“Sin shall not have dominion over you, for you are not under the law but under grace” (Rom.6:14).
Although the throne of God is the habitation of His law, that law which is death to sinners, yet it is a throne of grace. We “come boldly to the throne of grace, that we may obtain mercy and find grace to help in time of need” (Heb. 4:16). Note-we are to come to obtain mercy. Note also that the top of the ark of the testimony in which were the tables of the law was called the mercy-seat. The ark if the earthly tabernacle not only represented the throne where God’s law is enshrined, but it represented that throne as the throne of grace.
“Even so grace might reign through righteousness to eternal life through Jesus Christ our Lord” (Rom. 5:21). Christ’s life was given for us and to us on the cross. By being crucified with Him we live with Him. In His heart was the law, so that the heart of Christ was really the throne of God. Sinai and Calvary are not in opposition, but are united. Both present the same gospel and the same law. The life which flows for us from Calvary bears to us the righteousness of the law that was produced from Sinai.

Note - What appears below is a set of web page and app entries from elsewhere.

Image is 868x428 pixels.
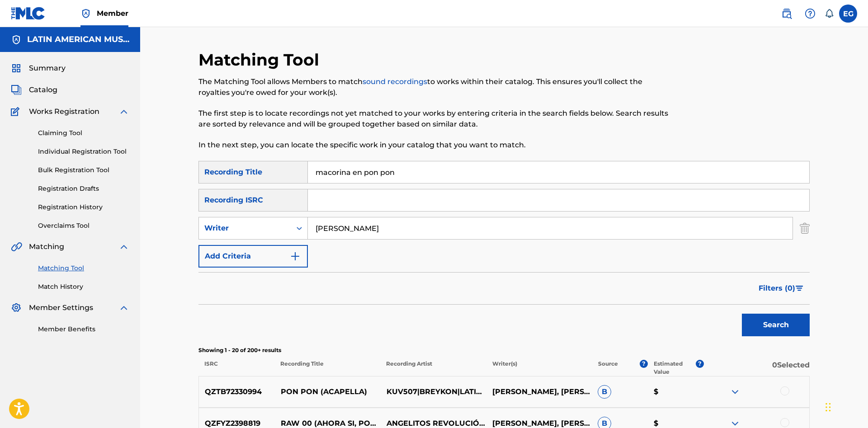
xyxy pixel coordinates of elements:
[198,50,324,70] h2: Matching Tool
[198,360,274,376] p: ISRC
[38,263,129,273] a: Matching Tool
[380,360,486,376] p: Recording Artist
[118,302,129,313] img: expand
[27,34,129,45] h5: LATIN AMERICAN MUSIC CO., INC.
[598,360,618,376] p: Source
[486,360,592,376] p: Writer(s)
[29,302,93,313] span: Member Settings
[29,63,66,74] span: Summary
[486,386,592,397] p: [PERSON_NAME], [PERSON_NAME]
[805,8,815,19] img: help
[11,34,22,45] img: Accounts
[38,128,129,138] a: Claiming Tool
[801,5,819,23] div: Help
[11,7,46,20] img: MLC Logo
[795,285,803,291] img: filter
[198,245,308,268] button: Add Criteria
[654,360,695,376] p: Estimated Value
[597,385,611,398] span: B
[38,324,129,334] a: Member Benefits
[198,108,669,130] p: The first step is to locate recordings not yet matched to your works by entering criteria in the ...
[97,8,128,18] span: Member
[640,360,648,368] span: ?
[742,313,810,336] button: Search
[380,386,486,397] p: KUV507|BREYKON|LATINNITES MUSIC
[198,140,669,151] p: In the next step, you can locate the specific work in your catalog that you want to match.
[730,386,741,397] img: expand
[29,106,99,117] span: Works Registration
[11,63,22,74] img: Summary
[118,106,129,117] img: expand
[799,217,810,240] img: Delete Criterion
[825,393,831,421] div: Drag
[648,386,704,397] p: $
[11,84,22,95] img: Catalog
[704,360,810,376] p: 0 Selected
[38,184,129,193] a: Registration Drafts
[118,241,129,252] img: expand
[290,251,300,261] img: 9d2ae6d4665cec9f34b9.svg
[781,8,792,19] img: search
[81,8,91,19] img: Top Rightsholder
[275,386,380,397] p: PON PON (ACAPELLA)
[823,385,868,428] iframe: Chat Widget
[11,241,22,252] img: Matching
[204,223,286,233] div: Writer
[11,84,58,95] a: CatalogCatalog
[11,302,22,313] img: Member Settings
[274,360,380,376] p: Recording Title
[38,165,129,175] a: Bulk Registration Tool
[29,84,58,95] span: Catalog
[198,76,669,98] p: The Matching Tool allows Members to match to works within their catalog. This ensures you'll coll...
[753,277,810,300] button: Filters (0)
[198,161,810,341] form: Search Form
[11,106,23,117] img: Works Registration
[29,241,64,252] span: Matching
[696,360,704,368] span: ?
[825,9,834,18] div: Notifications
[363,77,427,86] a: sound recordings
[758,283,795,294] span: Filters ( 0 )
[38,147,129,156] a: Individual Registration Tool
[839,5,857,23] div: User Menu
[198,346,810,354] p: Showing 1 - 20 of 200+ results
[11,63,66,74] a: SummarySummary
[777,5,795,23] a: Public Search
[38,282,129,292] a: Match History
[38,221,129,231] a: Overclaims Tool
[199,386,275,397] p: QZTB72330994
[842,282,868,357] iframe: Resource Center
[38,203,129,212] a: Registration History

Thus we see how grace reigns through righteousness unto eternal life. Eternal life is in Christ, because His life is the life of the self-existent God who is from “everlasting to everlasting.” But the life of God is the law. The grace of God flows to us through the life of Christ, and thus in Christ we receive the law as it was ordained to life.
To accept the unspeakable gift of God grace therefore is simply to yield ourselves to Him, that Christ may dwell in us and live in us the righteousness of the law as spoken from Sinai, and treasured in the throne of God. From Christ that living stream still flows, so that receiving Him, we shall have in us that well of water spring up unto everlasting life.